The Navbar is intended as the primary means of navigating sites built using the Scouting Challenge theme. It is loaded into the bottom of the Header by default but you are welcome to disable it. It can also be optionally displayed at the top of the Header or in the Footer and it can be loaded into other page templates if you wish. It can be used more than once on the same page with the same options applying to all the instances.
The theme also supports WordPress Navigation Menus that are defined for locations immediately before and after the optional Navbar in the three locations. They use the same layout as the Navbar but no styling options are currently offered in the theme (they'll look OK, you just can't change the colours unless you do it yourself).
The default appearance of the Navbar is to have eight fixed width buttons with two levels of cascading menu (as shown in the image above). The Navbar can optionally use variable width buttons (as used on this site) and the cascade can be limited to a single drop down or disabled so that only the top level horizontal navigation bar is shown.
The first entry on the Navbar is a 'Home' button which points to home_url()
and you'd have to edit the code to change that.
There are then a number of buttons created with the wp_list_pages()
function to find all the top level pages. If you have too many top level pages you will have to exclude some or otherwise tweak the code.
After these pages there is the option of displaying a 'Shop' button that links to any URL of your choosing. The default is to display the button and to link it to Scout Store (this was copied from the Scouts 4 WordPress theme, when it was called ScoutSHOPS, on the assumption that it was there for a good reason). You may also specify the HTML 'target' attribute for the link (use of the target attribute is no longer deprecated in HTML5).
The last entry is a 'Log In' / 'Log Out' button. This again has been made optional. You can see it on the example but is has been disabled on this site.
All menu entries default to white on a Scout Teal background, switching to Scout Purple when selected, except for the 'Log In' / 'Log Out' button which has a Scout Purple background, switching to Scout Teal. The background colours can be independently selected for each of the three levels of the menu and the 'Log In'/'Log Out' button. Any empty slots can be in any of the colours (including white which looks like empty space), but they default to Scout Teal.
If you are using Easy Theme Options, the second and third levels of the menu will have different default colours. using Scout Green / Scout Navy and Scout Red / Scout Pink.
The wp_list_pages()
approach doesn't allow for the idea of there being entries in the menu that are just headings or dividers. For example, you might want a 'parent page' to just be a heading in the menu rather than a link to an actual page. If you use the Page Links To plugin, or something similar, and change a page's permalink to simply '#' then the link wont actually do anything too annoying (if your menu is near the top of the page it may seem like nothing has happened, but if you are lower down you will be scrolled to the top) and the theme will do the rest by styling it so there doesn't even appear to be a link there in the first place.
Please be aware that the menu relies on the CSS :hover pseudo-class to display the drop down menus. Unfortunately touch screen devices generally don't have the concept of 'hovering' so you might like to allow for drop down menus not always working. Although you can do tricks like the above you may be better off with each of the menu entries taking you to an actual page (whether it be the page itself or a redirection to one of the child pages). You need to make sure you can get to every page on the site without needing to use the drop down menu.
Having said that, on Chrome and Firefox for Android tapping on a menu with the '#' link does seem to leave the menu in the 'hover' state, even though it has also obeyed the click link by scrolling to the top of the page, so that could be the way to go. The problem is that it has to work on all mobile browsers otherwise navigation is lost.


▶ Task item:
Check every line of the entries below for "chart", and copy the lines that have it.

Figure record listings:
* * * * * * *
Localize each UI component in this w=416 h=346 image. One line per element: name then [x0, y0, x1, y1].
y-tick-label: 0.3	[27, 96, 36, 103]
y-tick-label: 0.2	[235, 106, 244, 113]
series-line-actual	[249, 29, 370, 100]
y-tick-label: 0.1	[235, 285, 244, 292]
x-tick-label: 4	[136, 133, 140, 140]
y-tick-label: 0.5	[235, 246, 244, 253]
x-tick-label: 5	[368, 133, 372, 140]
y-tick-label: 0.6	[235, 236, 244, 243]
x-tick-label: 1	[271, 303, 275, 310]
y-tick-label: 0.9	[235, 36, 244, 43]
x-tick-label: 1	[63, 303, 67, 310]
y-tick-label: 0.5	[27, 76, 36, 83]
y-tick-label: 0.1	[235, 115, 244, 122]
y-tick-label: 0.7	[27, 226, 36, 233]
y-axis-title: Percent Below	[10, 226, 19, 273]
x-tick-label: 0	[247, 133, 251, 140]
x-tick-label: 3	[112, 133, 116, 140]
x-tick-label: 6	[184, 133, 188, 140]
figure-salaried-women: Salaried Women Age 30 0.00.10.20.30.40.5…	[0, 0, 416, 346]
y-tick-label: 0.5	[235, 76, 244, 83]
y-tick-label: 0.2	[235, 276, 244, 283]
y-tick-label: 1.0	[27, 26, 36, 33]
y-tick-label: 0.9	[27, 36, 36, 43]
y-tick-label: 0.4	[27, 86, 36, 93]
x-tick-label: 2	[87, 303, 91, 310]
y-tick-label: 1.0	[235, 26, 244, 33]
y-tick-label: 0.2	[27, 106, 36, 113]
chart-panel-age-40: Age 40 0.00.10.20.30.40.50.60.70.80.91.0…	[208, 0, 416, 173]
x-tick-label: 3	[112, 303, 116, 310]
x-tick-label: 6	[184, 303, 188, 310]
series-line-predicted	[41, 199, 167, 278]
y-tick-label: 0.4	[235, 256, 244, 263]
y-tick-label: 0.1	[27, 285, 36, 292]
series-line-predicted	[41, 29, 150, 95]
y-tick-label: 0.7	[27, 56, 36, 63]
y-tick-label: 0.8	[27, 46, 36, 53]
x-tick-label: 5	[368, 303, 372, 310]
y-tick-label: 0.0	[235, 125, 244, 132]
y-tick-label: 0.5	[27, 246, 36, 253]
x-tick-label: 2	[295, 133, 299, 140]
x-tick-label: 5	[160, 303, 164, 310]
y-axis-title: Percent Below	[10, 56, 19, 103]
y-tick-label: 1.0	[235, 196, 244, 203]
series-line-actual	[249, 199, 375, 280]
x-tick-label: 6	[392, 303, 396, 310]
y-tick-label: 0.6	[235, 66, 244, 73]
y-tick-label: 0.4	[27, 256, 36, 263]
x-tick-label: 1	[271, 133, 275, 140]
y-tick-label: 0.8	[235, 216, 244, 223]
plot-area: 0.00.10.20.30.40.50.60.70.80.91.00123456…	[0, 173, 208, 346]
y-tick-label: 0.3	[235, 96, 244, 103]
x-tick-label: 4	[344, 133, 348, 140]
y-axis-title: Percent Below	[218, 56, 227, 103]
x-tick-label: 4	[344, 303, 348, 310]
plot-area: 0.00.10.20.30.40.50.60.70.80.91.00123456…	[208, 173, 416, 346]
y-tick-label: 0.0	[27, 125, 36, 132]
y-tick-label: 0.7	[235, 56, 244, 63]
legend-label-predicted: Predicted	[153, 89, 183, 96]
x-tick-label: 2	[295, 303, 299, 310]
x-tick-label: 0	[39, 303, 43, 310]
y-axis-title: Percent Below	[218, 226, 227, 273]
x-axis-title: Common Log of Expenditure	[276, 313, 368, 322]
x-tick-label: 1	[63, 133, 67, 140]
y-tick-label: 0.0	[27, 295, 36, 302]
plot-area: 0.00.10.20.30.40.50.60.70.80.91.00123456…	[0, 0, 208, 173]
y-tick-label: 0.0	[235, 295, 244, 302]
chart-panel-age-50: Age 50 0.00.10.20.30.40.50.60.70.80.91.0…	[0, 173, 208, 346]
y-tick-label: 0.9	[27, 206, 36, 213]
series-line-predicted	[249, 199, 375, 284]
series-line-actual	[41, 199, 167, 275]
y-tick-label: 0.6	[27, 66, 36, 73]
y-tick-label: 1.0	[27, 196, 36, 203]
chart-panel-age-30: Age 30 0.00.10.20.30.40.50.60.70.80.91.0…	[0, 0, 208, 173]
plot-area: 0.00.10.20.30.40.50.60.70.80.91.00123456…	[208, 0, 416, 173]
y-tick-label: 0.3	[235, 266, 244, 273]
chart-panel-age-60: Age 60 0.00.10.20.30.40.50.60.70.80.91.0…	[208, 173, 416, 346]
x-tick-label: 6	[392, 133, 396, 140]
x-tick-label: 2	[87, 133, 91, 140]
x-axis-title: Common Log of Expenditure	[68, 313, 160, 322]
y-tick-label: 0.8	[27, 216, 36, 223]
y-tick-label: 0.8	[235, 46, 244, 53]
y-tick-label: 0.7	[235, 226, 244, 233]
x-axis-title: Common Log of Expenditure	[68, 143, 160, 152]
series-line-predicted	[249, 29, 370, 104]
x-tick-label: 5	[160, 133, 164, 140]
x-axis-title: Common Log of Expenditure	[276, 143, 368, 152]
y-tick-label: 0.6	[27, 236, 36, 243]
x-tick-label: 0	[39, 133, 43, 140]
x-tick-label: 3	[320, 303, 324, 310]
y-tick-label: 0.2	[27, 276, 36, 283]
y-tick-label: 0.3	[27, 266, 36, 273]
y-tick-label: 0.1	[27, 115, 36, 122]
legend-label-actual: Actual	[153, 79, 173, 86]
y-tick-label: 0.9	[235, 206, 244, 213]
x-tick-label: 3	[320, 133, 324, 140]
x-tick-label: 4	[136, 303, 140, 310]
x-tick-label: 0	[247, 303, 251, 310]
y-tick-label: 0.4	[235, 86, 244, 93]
* * * * * * *
▶ Solution to the problem:
chart-panel-age-40: Age 40 0.00.10.20.30.40.50.60.70.80.91.0…	[208, 0, 416, 173]
chart-panel-age-50: Age 50 0.00.10.20.30.40.50.60.70.80.91.0…	[0, 173, 208, 346]
chart-panel-age-30: Age 30 0.00.10.20.30.40.50.60.70.80.91.0…	[0, 0, 208, 173]
chart-panel-age-60: Age 60 0.00.10.20.30.40.50.60.70.80.91.0…	[208, 173, 416, 346]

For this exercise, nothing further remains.